Here’s the simulated output
Removed 0 loci (0 SNPs) with more than 20 SNPs at a locus
Building haplotypes for BR_024
Building haplotypes for BR_028
Building haplotypes for WL_054
Building haplotypes for BR_016
Building haplotypes for BR_009
Building haplotypes for BR_006
Building haplotypes for BR_041
Building haplotypes for BR_040
Building haplotypes for BR_046
Building haplotypes for BR_031
Building haplotypes for BR_025
Building haplotypes for BR_002
Building haplotypes for WL_058
Building haplotypes for WL_057
Building haplotypes for WL_061
Building haplotypes for WL_069
Building haplotypes for WL_070
Building haplotypes for BR_048
Building haplotypes for WL_031
Building haplotypes for WL_056
Building haplotypes for BR_047
Building haplotypes for WL_079
Building haplotypes for WL_080
Building haplotypes for WL_032
Building haplotypes for WL_071
Building haplotypes for WL_081
Building haplotypes for BR_004
Building haplotypes for BR_021
Building haplotypes for BR_015
Building haplotypes for BR_043
Building haplotypes for WL_066
Filtered 26 loci below missing data cutoff
Filtered 66 possible paralogs
Filtered 17 loci with low coverage or genotyping errors
Filtered 0 loci with an excess of haplotypes
The script found another 109 loci to remove from our file. Besides this output to the terminal, the script outputs a file called stats.out
head stats.out
Locus Sites Haplotypes Inds_Haplotyped Total_Inds Prop_Haplotyped Status Poss_Paralog Low_Cov/Geno_Err Miss_Geno Comment
E10001_L101 1 2 30 31 0.968 PASSED 0 0 1
E10003_L101 7 9 30 31 0.968 PASSED 1 0 0
E10004_L101 - - - - - FILTERED0 0 1 Complex
E10008_L101 1 2 30 31 0.968 PASSED 0 0 1
E10013_L142 3 6 30 31 0.968 PASSED 0 0 1
E10014_L117 2 3 31 31 1.000 PASSED 0 0 0
E10024_L101 1 2 31 31 1.000 PASSED 0 0 0
E10029_L101 1 2 31 31 1.000 PASSED 0 0 0
We can use this file to create a list of loci to filter
grep FILTERED stats.out | mawk '!/Complex/' | cut -f1 > loci.to.remove
Now that we have the list we can parse through the VCF file and remove the bad RAD loci I’ve made a simple script to do this remove.bad.hap.loci.sh
curl -L -O https://github.com/jpuritz/dDocent/raw/master/scripts/remove.bad.hap.loci.sh
chmod +x remove.bad.hap.loci.sh
./remove.bad.hap.loci.sh loci.to.remove SNP.DP3g95p5maf05.HWE.recode.vcf
This produces a FINAL FINAL FINAL filtered VCF file SNP.DP3g95p5maf05.HWE.filtered.vcf
mawk '!/#/' SNP.DP3g95p5maf05.HWE.filtered.vcf | wc -l
We’re left with 7,666 SNPs! How many possible errors?

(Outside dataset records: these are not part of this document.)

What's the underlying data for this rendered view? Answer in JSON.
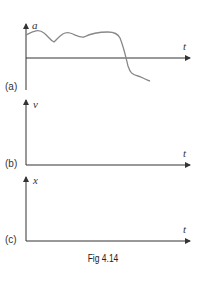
{
  "figure": {
    "caption": "Fig 4.14",
    "graphs": [
      {
        "id": "a",
        "panel_label": "(a)",
        "y_label": "a",
        "x_label": "t"
      },
      {
        "id": "b",
        "panel_label": "(b)",
        "y_label": "v",
        "x_label": "t"
      },
      {
        "id": "c",
        "panel_label": "(c)",
        "y_label": "x",
        "x_label": "t"
      }
    ]
  },
  "colors": {
    "axis": "#333333",
    "curve": "#888888"
  }
}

./ErrorCount.sh SNP.DP3g95p5maf05.HWE.filtered.vcf
This script counts the number of potential genotyping errors due to low read depth
It report a low range, based on a 50% binomial probability of observing the second allele in a heterozygote and a high range based on a 25% probability.
Potential genotyping errors from genotypes from only 1 read range from 0 to 0.0
Potential genotyping errors from genotypes from only 2 reads range from 0 to 0.0
Potential genotyping errors from genotypes from only 3 reads range from 302 to 1014.72
Potential genotyping errors from genotypes from only 4 reads range from 162 to 822.232
Potential genotyping errors from genotypes from only 5 reads range from 88 to 669
31 number of individuals and 7666 equals 237646 total genotypes
Total genotypes not counting missing data 237081
Total potential error rate is between 0.00232831816974 and 0.0105700245908
SCORCHED EARTH SCENARIO
WHAT IF ALL LOW DEPTH HOMOZYGOTE GENOTYPES ARE ERRORS?????
The total SCORCHED EARTH error rate is 0.0330857386294.